Wednesday, January 19, 2011

Household Debt and the Bankster-friendly Recovery

- by New Deal democrat

Economist's View reprinted a great article by the San Francisco Fed this morning, entitled Household Debt and the Weak US Recovery arguing that:
"problems related to household balance sheets and house prices are the primary culprits of the weak economic recovery."
....
Overall, the county evidence strongly suggests that credit demand is weak because of an overleveraged household sector. This view is supported by survey evidence that the main worry of businesses is sales, not financing. .... Weak consumer demand also helps explain the enormous cash balances currently held by U.S. corporations (see Lahart 2010). These results have important policy implications. If the main problems facing businesses relate to depressed consumer demand due to a household sector weighed down by debt, investment tax subsidies and lower interest rates may have a limited effect on business investment and employment growth.
Included is this great graph showing the debt-to asset and debt-to-income ratios of US households:


Notice that by this metric, relatively little has been done to discharge the huge run-up in debt amassed by US consumers during the Bush expansion of the first part of the last decade.

On the contrary, here again is the graph for debt payments as a percent of disposable income, as of the third quarter of 2010:



As I've noted before, the difference in the two graphs is the effect of refinancing existing debt at lower interest rates. I'm not sure how much longer the trick of refinancing can be used - unless mortgage rates are going to decline further to 3% or 2% like the Great Depression.

Which brings me to the final, depressing, point. On the one hand, the Panics of the 19th century ultimately did resolve themselves, however slowly, without "New Deals." So will this bust. On the other hand, it is a measure of how completely intellectually captured are the political elites in Versaille that while the banksters have been made whole, in the face of the worst downturn since the Great Depression, the only direct aid to consumers/households has been modest tax decreases, and the only aid directly for the unemployed has been the extension of unemployment benefits for some, but not all, long term jobless to a maximum of 99 weeks. The rest, as Atrios says, have been "rimshots" such as aid directed to the states for construction projects.

Meanwhile, the single most effective remedy for overextended household balance sheets - "cramdown" authority for bankruptcy judges to write down mortgages on primary residential properties - was tabled by a Congress with the biggest democratic majorities in decades, with the acquiescence of a democratic Administration. Three years ago we could debate the moral hazard and rectitude of such cramdown legislation. The San Franciso Fed's report shows just how huge a price the economy as a whole, and consumers in general, are paying for that choice.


Without including any pictures, return the records below exactly as written.

--- Raw data Enclosed Below ---

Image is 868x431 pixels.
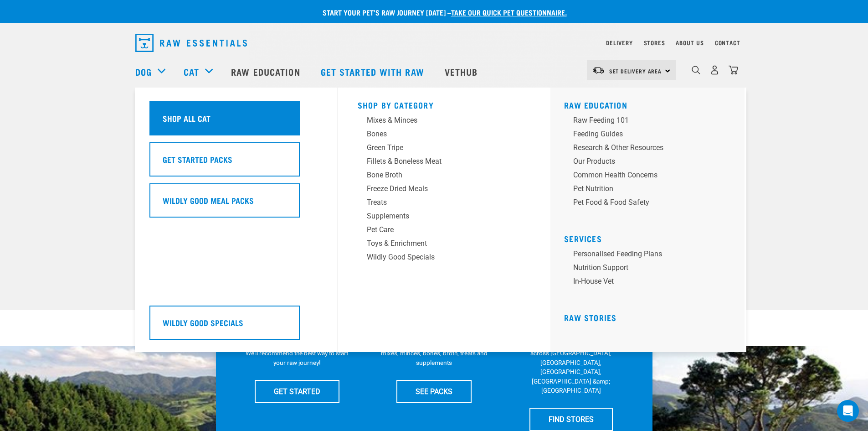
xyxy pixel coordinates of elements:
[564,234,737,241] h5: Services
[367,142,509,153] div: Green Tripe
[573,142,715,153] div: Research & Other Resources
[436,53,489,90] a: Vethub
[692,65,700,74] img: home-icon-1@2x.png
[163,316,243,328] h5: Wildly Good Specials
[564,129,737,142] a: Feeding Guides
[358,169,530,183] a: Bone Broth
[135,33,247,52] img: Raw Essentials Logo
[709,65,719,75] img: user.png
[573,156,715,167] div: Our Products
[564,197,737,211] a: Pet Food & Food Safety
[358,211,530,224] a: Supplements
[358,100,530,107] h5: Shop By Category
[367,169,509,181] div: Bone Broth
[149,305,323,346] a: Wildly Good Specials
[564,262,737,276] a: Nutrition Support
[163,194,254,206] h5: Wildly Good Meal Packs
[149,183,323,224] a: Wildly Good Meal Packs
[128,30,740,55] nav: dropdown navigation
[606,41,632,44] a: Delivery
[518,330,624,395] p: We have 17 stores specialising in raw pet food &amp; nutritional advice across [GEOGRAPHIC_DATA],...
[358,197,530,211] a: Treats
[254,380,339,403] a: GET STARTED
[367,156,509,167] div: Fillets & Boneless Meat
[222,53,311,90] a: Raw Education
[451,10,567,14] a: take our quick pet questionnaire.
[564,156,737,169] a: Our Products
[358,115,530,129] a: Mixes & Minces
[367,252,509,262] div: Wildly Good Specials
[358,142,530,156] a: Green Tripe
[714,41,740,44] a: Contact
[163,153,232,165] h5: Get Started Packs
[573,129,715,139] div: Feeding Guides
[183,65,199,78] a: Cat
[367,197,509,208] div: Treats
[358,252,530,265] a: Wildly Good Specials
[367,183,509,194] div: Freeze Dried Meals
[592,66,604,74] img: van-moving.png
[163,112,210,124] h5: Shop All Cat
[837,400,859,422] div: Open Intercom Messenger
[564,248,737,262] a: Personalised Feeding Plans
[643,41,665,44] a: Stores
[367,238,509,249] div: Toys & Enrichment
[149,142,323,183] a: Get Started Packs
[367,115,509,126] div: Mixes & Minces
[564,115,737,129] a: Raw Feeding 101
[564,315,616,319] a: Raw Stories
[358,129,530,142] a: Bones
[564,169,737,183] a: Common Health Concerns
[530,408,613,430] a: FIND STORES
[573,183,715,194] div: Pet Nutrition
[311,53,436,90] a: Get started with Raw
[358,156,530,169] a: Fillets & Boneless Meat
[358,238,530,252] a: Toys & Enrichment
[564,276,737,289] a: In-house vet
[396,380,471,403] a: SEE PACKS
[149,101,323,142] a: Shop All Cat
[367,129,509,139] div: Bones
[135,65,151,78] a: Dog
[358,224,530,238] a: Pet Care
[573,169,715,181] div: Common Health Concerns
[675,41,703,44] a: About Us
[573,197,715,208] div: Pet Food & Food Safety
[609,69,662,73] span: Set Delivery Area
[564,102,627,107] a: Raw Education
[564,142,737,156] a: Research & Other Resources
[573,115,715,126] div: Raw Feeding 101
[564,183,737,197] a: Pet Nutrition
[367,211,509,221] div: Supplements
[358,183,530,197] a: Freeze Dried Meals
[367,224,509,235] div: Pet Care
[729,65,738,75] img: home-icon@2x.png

--- End of Enclosed Raw data ---

**Answer space:**
Image is 868x431 pixels.
xyxy pixel coordinates of elements:
[564,234,737,241] h5: Services
[367,142,509,153] div: Green Tripe
[573,142,715,153] div: Research & Other Resources
[436,53,489,90] a: Vethub
[692,65,700,74] img: home-icon-1@2x.png
[163,316,243,328] h5: Wildly Good Specials
[564,129,737,142] a: Feeding Guides
[358,169,530,183] a: Bone Broth
[135,33,247,52] img: Raw Essentials Logo
[709,65,719,75] img: user.png
[573,156,715,167] div: Our Products
[564,197,737,211] a: Pet Food & Food Safety
[358,211,530,224] a: Supplements
[358,100,530,107] h5: Shop By Category
[367,169,509,181] div: Bone Broth
[149,305,323,346] a: Wildly Good Specials
[564,262,737,276] a: Nutrition Support
[163,194,254,206] h5: Wildly Good Meal Packs
[149,183,323,224] a: Wildly Good Meal Packs
[128,30,740,55] nav: dropdown navigation
[606,41,632,44] a: Delivery
[518,330,624,395] p: We have 17 stores specialising in raw pet food &amp; nutritional advice across [GEOGRAPHIC_DATA],...
[358,197,530,211] a: Treats
[254,380,339,403] a: GET STARTED
[367,156,509,167] div: Fillets & Boneless Meat
[222,53,311,90] a: Raw Education
[451,10,567,14] a: take our quick pet questionnaire.
[564,156,737,169] a: Our Products
[358,115,530,129] a: Mixes & Minces
[367,252,509,262] div: Wildly Good Specials
[358,142,530,156] a: Green Tripe
[714,41,740,44] a: Contact
[163,153,232,165] h5: Get Started Packs
[573,129,715,139] div: Feeding Guides
[183,65,199,78] a: Cat
[367,197,509,208] div: Treats
[358,252,530,265] a: Wildly Good Specials
[367,183,509,194] div: Freeze Dried Meals
[592,66,604,74] img: van-moving.png
[163,112,210,124] h5: Shop All Cat
[837,400,859,422] div: Open Intercom Messenger
[564,248,737,262] a: Personalised Feeding Plans
[643,41,665,44] a: Stores
[367,238,509,249] div: Toys & Enrichment
[149,142,323,183] a: Get Started Packs
[367,115,509,126] div: Mixes & Minces
[564,115,737,129] a: Raw Feeding 101
[564,315,616,319] a: Raw Stories
[358,129,530,142] a: Bones
[564,169,737,183] a: Common Health Concerns
[530,408,613,430] a: FIND STORES
[573,183,715,194] div: Pet Nutrition
[311,53,436,90] a: Get started with Raw
[358,156,530,169] a: Fillets & Boneless Meat
[358,238,530,252] a: Toys & Enrichment
[564,276,737,289] a: In-house vet
[396,380,471,403] a: SEE PACKS
[149,101,323,142] a: Shop All Cat
[367,129,509,139] div: Bones
[135,65,151,78] a: Dog
[358,224,530,238] a: Pet Care
[573,169,715,181] div: Common Health Concerns
[675,41,703,44] a: About Us
[573,197,715,208] div: Pet Food & Food Safety
[609,69,662,73] span: Set Delivery Area
[564,102,627,107] a: Raw Education
[564,142,737,156] a: Research & Other Resources
[573,115,715,126] div: Raw Feeding 101
[564,183,737,197] a: Pet Nutrition
[367,211,509,221] div: Supplements
[358,183,530,197] a: Freeze Dried Meals
[367,224,509,235] div: Pet Care
[729,65,738,75] img: home-icon@2x.png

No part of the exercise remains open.